Yesterday, I introduced the series of posts I’m writing about principles to help you accomplish anything, especially when you have little or no time.
In the first post, I covered a mantra I use (the only person I have to cheat is myself) to short-cut the decision-making process about what I choose to do, conserving the willpower I use to stay focused on the things that are most important to me.
How do I choose what’s most important? That’s the subject of today’s principle.
Prioritizing the Three Most Important Actions
Purpose: Free up time and increase effectiveness
Tim Ferriss’s The 4-Hour Workweek is loved by some and reviled by others. Part lifestyle choice, part time management, part promotion and marketing, and part entrepreneurship, the book advocates minimizing the time invested in traditional jobs.
One of the techniques Tim recommends is to start the day with a list of the top one to three most important actions for the day that lead towards your higher level goals. Focus on those actions until they are complete. Then you’re free to spend the rest of the day however you want.
Without clear priorities on what will achieve the most, most of us fritter away the day on email and menial tasks. All that busy work is procrastination that avoids the most important tasks.
I use this principle while working at my day job. Each morning I spend ten minutes thinking about the most important things I could do that day to achieve my higher level, most strategic and most impactful work objectives.
I do the first task before I will even allow myself to check email for the first time. Then I work on the second and third.
By remaining truly focused on the few most important things, we can be far more effective than we are otherwise. During this period, I helped Hewlett-Packard save on the order of ten million dollars a year on customer support costs, roughly a 100x return on my salary.
This principle not only helps you be more effective at what you’re doing, it helps you free up the time to do more. When I finish the three most important things I need to do, and it’s only two o’clock in the afternoon, I’ve earned the right to choose how to spend the rest of my day. I might choose to fritter it away on menial tasks and email at HP, or I could choose to invest it in new interesting projects at HP, or I could leave early and go work on my own projects.
This principle works best when you have measurable, strategic level goals. For example, in my old job, my most important annual goal was to save a specific amount of dollars in warranty spend for the company. In this type of role, I had tremendous leeway in how I fulfilled my objective, so long as I met it. These are the best types of objectives for both employee and company because they are directly related to business goals, and employees then are incented to meet and beat the business goals.
By comparison, in my current job, I have tactical goals that are focused on units of work completed. In such a role, it’s very hard to use creative ways to meet business goals. (Gifford Pinchot III, an innovation consultant for big company, would probably say this is an example of centralizing creative thinking at big companies, when in fact, you want to decentralize thinking. Gifford famously said “The brains of the organization are widely distributed; one per person.”) For the sake of both excelling in your day job as well as freeing up the time to accomplish more, it’s worth turning tactical goals into strategic, business level ones.
Tomorrow I’ll talk about stacking functions, the permaculture principles.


== What you are asked to do ==
Scan the records below, and wherever a line has the word "thybeetles", pull it out.
#####
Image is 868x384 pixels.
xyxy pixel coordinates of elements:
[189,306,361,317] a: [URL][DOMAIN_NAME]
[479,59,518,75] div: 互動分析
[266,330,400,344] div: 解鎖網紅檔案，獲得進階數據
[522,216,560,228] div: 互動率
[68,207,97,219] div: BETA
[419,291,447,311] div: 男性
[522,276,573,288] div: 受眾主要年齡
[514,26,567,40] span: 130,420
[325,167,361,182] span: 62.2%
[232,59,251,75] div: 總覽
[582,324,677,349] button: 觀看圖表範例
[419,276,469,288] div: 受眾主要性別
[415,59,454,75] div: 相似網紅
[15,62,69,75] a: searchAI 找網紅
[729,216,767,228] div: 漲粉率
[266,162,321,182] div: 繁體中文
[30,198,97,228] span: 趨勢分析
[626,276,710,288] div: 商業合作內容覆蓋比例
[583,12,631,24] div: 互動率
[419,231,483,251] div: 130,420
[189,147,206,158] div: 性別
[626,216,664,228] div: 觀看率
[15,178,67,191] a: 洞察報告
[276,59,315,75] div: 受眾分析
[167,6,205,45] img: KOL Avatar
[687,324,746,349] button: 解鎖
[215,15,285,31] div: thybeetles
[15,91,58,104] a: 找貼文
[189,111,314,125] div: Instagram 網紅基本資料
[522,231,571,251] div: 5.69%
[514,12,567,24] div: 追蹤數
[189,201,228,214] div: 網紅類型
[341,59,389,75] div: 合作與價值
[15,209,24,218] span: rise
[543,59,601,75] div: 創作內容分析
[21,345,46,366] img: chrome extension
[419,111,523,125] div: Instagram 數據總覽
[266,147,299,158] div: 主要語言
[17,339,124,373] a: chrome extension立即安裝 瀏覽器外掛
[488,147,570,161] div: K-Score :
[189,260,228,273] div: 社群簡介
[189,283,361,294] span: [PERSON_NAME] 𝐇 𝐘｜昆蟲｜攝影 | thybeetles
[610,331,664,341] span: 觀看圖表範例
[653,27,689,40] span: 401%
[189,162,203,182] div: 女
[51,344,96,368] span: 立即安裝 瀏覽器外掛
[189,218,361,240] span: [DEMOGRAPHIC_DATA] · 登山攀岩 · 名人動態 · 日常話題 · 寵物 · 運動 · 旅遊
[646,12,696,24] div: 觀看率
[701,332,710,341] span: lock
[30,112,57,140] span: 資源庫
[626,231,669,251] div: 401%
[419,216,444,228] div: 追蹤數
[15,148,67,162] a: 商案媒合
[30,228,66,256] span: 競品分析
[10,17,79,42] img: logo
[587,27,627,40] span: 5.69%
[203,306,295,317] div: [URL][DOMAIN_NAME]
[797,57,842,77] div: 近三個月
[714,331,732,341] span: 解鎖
#####
== Written solution ==
[215,15,285,31] div: thybeetles
[189,283,361,294] span: [PERSON_NAME] 𝐇 𝐘｜昆蟲｜攝影 | thybeetles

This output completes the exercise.